3 minute read

PRESIDENT WYATT TO RETIRE AT END OF 2023-24 SCHOOL YEAR

Monmouth College President Clarence R. Wyatt announced April 24 that he will retire at the end of the 2023-24 school year, upon completion of his tenth year as Monmouth’s president.

Wyatt led the recently completed Light This Candle Campaign that raised more than $80 million, the most successful fundraising effort in the College’s history. Wyatt also shepherded Monmouth through the COVID-19 pandemic, enhanced campus facilities, and added new STEM majors at the College.

Advertisement

“It has been one of the greatest honors of my life to serve as this College’s president,” said Wyatt, 66, who became Monmouth’s 14th president on July 1, 2014. “My wife, Lobie, and I are grateful to the students, faculty, staff, trustees, alumni and friends of the College who have worked with us to make Monmouth a welcoming place of high opportunity and high achievement. We have hard work to do to ensure that Monmouth remains a force for good in the lives of students. In my final year of service I look forward to all of us doing this challenging and rewarding work together. I intend to be running full steam through the tape on June 30, 2024.”

A national search for Wyatt’s successor will begin this summer, according to Monmouth Board of Trustees Chair Mark Kopinski ’79. The search will be chaired by Monmouth Board Vice Chair Ralph R. Velazquez

Jr. ’79

“From the beginning of his presidency, President Wyatt has embraced the College’s values and been a champion for the power of a liberal arts education to change lives,” said Kopinski. “His focus on students, strengthening student services, and professionalizing the staff and investing in academic programs have allowed the College to offer a more robust Monmouth experience to students.”

In 2017, Wyatt secured a $20 million commitment, double the largest in the College’s history. That commitment laid the groundwork for Light

This Candle: The Campaign for Monmouth College

Launched in March 2019, the Campaign had a $75 million goal. When it was completed in December 2022, the Campaign had raised more than $80 million, smashing its goal by more than $5 million.

Other highlights of Wyatt’s administration include:

• A more intensive and College-wide focus on student support, retention and success, embodied in the establishment of the position of Vice President for Student Success and the creation of the Center for Academic and Career Excellence, known as the ACE, which integrates the College’s Wackerle Center for Career, Leadership & Fellowships, Academic Support and Accessibility Services, the Registrar, and Global Engagement & Study Abroad;

• Recruiting strong senior leadership in areas including business and finance, development and alumni relations, enrollment management, and communication and marketing, among others;

• Establishing a program of strategic planning and management to ensure that the College is responsive to changing student needs and desires;

• Creating new majors in engineering, neuroscience, and health science and human movement; and new minors in global public health, investigative forensics, and sports information and media;

• Complete renovation of the College’s Stockdale Student Center, which suffered widespread smoke and water damage throughout the interior of the building following a storeroom fire in October 2022. The building, which is more than 60 years old, will house a modern and much-refreshed student center when the renovation is complete;

• With his wife, Lobie Stone, as designer, a top- to-bottom renovation of Grier Hall, a residence hall opened in 1940;

• Also with Stone’s original concept and design, construction of the Trubeck Amphitheater, including the reconstruction of the Trubeck Plaza and installation of a new Trubeck Fountain. The space, serving as an outdoor classroom, performance space, and gathering area, has reshaped the character of the west side of campus.

Wyatt is completing the fourth year of his second five-year term as president of Monmouth. A native of Hopkinsville, Ky., he came to Monmouth after a 36-year career at Centre College in Danville, Kentucky, where he served simultaneously as Chief Planning Officer, Special Assistant to the President and the Pottinger Distinguished Professor of History.

“As someone who was not only first-generation college, but also first-generation high school, I know in my own life how a liberal arts education can profoundly change the arc of a person’s life, and through them the lives of their families and communities,” said Wyatt. “Throughout my career I have worked to pass that gift on to others. I am deeply grateful for the opportunity to do so at Monmouth and will continue to work on behalf of our students over the next year.”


> **What is needed**
Using the data below, return all lines in which "legend" appears.

> **Data for this task**
* * *

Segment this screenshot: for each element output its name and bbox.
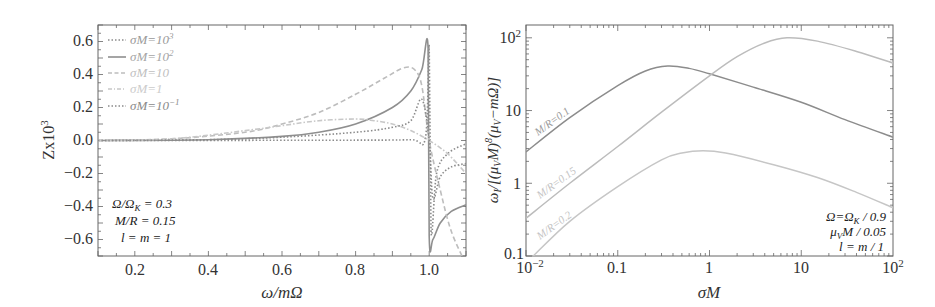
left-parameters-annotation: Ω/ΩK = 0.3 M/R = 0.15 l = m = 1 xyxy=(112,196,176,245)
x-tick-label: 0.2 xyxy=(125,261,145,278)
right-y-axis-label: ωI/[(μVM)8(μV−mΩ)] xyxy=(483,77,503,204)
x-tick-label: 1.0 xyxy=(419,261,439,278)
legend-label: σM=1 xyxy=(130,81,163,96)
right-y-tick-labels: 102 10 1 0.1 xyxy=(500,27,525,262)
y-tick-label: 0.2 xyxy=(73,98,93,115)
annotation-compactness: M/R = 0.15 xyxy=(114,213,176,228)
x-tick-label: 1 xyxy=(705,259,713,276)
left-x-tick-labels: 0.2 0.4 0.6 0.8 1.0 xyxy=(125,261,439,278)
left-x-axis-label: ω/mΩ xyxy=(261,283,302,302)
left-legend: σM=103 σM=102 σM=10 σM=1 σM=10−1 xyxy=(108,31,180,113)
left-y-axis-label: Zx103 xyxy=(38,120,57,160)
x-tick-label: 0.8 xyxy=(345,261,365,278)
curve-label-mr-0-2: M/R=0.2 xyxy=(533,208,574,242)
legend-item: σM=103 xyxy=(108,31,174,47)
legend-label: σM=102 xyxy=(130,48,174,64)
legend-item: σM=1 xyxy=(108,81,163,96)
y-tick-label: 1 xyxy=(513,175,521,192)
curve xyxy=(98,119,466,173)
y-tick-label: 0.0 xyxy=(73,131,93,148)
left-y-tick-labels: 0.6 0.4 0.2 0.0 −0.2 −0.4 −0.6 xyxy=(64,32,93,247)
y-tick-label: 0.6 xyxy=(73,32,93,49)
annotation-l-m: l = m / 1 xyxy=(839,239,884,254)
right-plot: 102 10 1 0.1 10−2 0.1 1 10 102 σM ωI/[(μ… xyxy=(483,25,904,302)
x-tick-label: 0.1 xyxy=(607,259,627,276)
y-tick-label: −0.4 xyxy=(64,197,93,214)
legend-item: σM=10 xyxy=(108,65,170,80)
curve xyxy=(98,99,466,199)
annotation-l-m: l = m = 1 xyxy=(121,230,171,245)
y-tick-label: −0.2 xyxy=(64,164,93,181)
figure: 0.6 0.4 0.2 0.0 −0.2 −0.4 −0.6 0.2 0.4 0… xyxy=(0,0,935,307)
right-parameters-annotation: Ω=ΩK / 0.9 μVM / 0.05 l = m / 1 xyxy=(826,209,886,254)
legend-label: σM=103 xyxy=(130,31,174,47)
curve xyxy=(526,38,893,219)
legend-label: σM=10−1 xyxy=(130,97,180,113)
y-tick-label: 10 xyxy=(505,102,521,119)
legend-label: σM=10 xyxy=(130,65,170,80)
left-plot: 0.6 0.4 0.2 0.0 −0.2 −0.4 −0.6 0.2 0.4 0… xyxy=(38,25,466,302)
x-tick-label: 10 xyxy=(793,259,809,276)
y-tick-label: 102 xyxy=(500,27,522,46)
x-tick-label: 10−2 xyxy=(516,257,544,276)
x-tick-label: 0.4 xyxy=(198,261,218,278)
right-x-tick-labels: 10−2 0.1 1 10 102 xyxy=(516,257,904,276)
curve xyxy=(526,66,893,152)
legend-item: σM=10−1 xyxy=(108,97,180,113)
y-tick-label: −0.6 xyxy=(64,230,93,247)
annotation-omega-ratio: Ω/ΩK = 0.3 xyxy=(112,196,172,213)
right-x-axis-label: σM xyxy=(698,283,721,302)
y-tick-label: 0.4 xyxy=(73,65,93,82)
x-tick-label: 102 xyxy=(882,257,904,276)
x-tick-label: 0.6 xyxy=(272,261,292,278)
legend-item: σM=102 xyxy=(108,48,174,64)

* * *

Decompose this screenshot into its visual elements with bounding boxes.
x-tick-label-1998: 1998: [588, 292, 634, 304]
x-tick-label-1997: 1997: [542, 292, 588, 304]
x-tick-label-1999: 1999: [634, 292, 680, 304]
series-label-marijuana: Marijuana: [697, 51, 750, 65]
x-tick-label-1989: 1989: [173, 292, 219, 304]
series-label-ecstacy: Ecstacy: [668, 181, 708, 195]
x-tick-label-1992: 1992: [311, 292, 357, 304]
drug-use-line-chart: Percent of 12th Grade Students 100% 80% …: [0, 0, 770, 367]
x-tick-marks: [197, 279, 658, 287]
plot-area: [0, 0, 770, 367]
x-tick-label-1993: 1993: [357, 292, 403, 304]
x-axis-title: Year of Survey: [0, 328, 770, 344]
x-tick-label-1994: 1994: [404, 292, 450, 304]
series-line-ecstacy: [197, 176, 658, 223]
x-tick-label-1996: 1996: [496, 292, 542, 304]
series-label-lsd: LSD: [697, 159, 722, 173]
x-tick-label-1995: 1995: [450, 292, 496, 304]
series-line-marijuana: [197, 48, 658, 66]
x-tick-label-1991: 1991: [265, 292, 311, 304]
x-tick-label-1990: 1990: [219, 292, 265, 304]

* * *

> **Task output**
legend-label: σM=1 xyxy=(130,81,163,96)
left-legend: σM=103 σM=102 σM=10 σM=1 σM=10−1 xyxy=(108,31,180,113)
legend-item: σM=103 xyxy=(108,31,174,47)
legend-label: σM=102 xyxy=(130,48,174,64)
legend-item: σM=1 xyxy=(108,81,163,96)
legend-item: σM=10 xyxy=(108,65,170,80)
legend-label: σM=103 xyxy=(130,31,174,47)
legend-label: σM=10−1 xyxy=(130,97,180,113)
legend-label: σM=10 xyxy=(130,65,170,80)
legend-item: σM=10−1 xyxy=(108,97,180,113)
legend-item: σM=102 xyxy=(108,48,174,64)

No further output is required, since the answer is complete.